185 (214)
2216.8
2. Ten years have intervened. The Ordinance has had full and fair trial, its pro- visions have been enforced at large sacrifice to the Colony's material welfare notwithstand- ing which plague has not disappeared and I doubt whether it has even diminished to any large extent.
3. Under these circumstances the time has surely arrived for a revision of our methods, unless evidence be forthcoming that the measures legalised by the Public Health Ordinance have resulted in more good, than is apparent on the surface.
4. The abolition of cubicles renders it impossible for a family of small means to live. in the Colony or it drives them to the use of curtains as partitions, which by reason of their filth are a worse evil than the old wooden ones.
I suggest a modified form of cubicle be allowed, made of painted woodwork and glass (or iron and glass) raised from the floor and of such height as not to exclude light and air.
5. The so called limewashing catails expenditure by tenants (for tenants pay in the long run) with no corresponding good, as the mixture slopped on to the walls is valueless except to accentuate the surrounding dirt. It is I believe admitted to contain no disinfect- ing properties so that this expenditure, generally recognised as an ignorant mistake, is continued in violation of common sense.
Compulsory limewashing should be abolished, and in its place I suggest that more effort be directed towards the destruction of rats, and ordinary cleanliness. The most effective method of destroying rats is to starve them in their runs, involving the removal of ceilings and the effective closing of runs with cement mortar mixed with broken glass. There should be no openings in walls on ground floors for rats to enter from streets and lanes. Drains from ground floors should not be led through walls as now, but through the door cill so that when the door is closed the rat is excluded.
Ordinary cleansing I believe to be the most effective preventive of Plague. Short simple instructions should be posted in Chinese houses requiring rat runs to be closed and rooms cleansed, every house inspected say once a month at a fixed hour on a day, the con- tents of the room placed in the centre, obstructions to light and air removed. The Inspector should examine punctually at the time appointed and grant certificate that the room is clean. Following the Inspector should come the cleansing gangs to cleanse those floors which the Inspector has not passed. I venture to say that if this procedure were adopted, within a few months there would be few floors left for the cleansing gangs to deal with.
Tanks as at present (but more of them) should perambulate the streets daily contain- ing plain boiling water for killing vermin by immersion of mats and trestles.
6.--Regarding the concreting of floors and other structural repairs I think that after a house has been put in order a certificate should be given absolving it from further Sanitary requirements for a period.
7.- Where no cubicles exist a larger number of persons might be allowed to occupy a room than is permitted by present regulations. The allowance of 50 feet of floor area and 550 cubic feet of air is excessive when it is considered that for 8 months of the year the windows and doors remain open day and night.
8.-Drains as far as possible should be abolished and surface channels substituted.
9. Gratings to drain pipes should not be insisted upon as the tenants smash them as soon as they are fixed.
10.-Kitchen sinks are not used by Chinese and should not be required.
11. As instancing what can be done by ordinary cleansing I may mention that Plague was very bad during the years preceding 1901 in the Wharf Company's employees' quarters at Kowloon.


» **YOUR GOAL**: Repeat the data exactly, please.

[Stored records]

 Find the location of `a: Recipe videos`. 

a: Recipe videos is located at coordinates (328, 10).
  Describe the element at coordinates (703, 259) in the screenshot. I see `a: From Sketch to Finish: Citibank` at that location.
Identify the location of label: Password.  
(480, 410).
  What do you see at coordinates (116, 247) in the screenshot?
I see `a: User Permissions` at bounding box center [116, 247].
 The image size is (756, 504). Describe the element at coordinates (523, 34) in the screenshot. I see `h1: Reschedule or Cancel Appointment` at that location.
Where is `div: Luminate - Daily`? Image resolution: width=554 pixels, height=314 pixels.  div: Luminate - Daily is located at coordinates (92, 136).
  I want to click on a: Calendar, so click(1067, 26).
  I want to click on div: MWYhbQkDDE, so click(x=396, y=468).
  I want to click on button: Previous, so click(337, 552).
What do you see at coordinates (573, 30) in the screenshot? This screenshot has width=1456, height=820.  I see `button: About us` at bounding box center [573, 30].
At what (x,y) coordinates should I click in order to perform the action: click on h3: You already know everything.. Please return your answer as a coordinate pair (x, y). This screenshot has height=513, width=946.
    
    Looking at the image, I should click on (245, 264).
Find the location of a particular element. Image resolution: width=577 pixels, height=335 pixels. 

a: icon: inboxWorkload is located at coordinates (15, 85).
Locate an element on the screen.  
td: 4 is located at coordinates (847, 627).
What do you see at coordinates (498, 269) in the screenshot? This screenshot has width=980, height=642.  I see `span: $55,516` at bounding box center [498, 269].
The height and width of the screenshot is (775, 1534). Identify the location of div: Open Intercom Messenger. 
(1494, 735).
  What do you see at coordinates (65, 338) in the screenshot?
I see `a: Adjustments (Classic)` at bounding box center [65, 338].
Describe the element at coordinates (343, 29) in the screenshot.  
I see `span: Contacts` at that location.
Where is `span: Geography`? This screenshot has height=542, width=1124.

» **ANSWER SPACE**:
 Find the location of `a: Recipe videos`. 

a: Recipe videos is located at coordinates (328, 10).
  Describe the element at coordinates (703, 259) in the screenshot. I see `a: From Sketch to Finish: Citibank` at that location.
Identify the location of label: Password.  
(480, 410).
  What do you see at coordinates (116, 247) in the screenshot?
I see `a: User Permissions` at bounding box center [116, 247].
 The image size is (756, 504). Describe the element at coordinates (523, 34) in the screenshot. I see `h1: Reschedule or Cancel Appointment` at that location.
Where is `div: Luminate - Daily`? Image resolution: width=554 pixels, height=314 pixels.  div: Luminate - Daily is located at coordinates (92, 136).
  I want to click on a: Calendar, so click(1067, 26).
  I want to click on div: MWYhbQkDDE, so click(x=396, y=468).
  I want to click on button: Previous, so click(337, 552).
What do you see at coordinates (573, 30) in the screenshot? This screenshot has width=1456, height=820.  I see `button: About us` at bounding box center [573, 30].
At what (x,y) coordinates should I click in order to perform the action: click on h3: You already know everything.. Please return your answer as a coordinate pair (x, y). This screenshot has height=513, width=946.
    
    Looking at the image, I should click on (245, 264).
Find the location of a particular element. Image resolution: width=577 pixels, height=335 pixels. 

a: icon: inboxWorkload is located at coordinates (15, 85).
Locate an element on the screen.  
td: 4 is located at coordinates (847, 627).
What do you see at coordinates (498, 269) in the screenshot? This screenshot has width=980, height=642.  I see `span: $55,516` at bounding box center [498, 269].
The height and width of the screenshot is (775, 1534). Identify the location of div: Open Intercom Messenger. 
(1494, 735).
  What do you see at coordinates (65, 338) in the screenshot?
I see `a: Adjustments (Classic)` at bounding box center [65, 338].
Describe the element at coordinates (343, 29) in the screenshot.  
I see `span: Contacts` at that location.
Where is `span: Geography`? This screenshot has height=542, width=1124.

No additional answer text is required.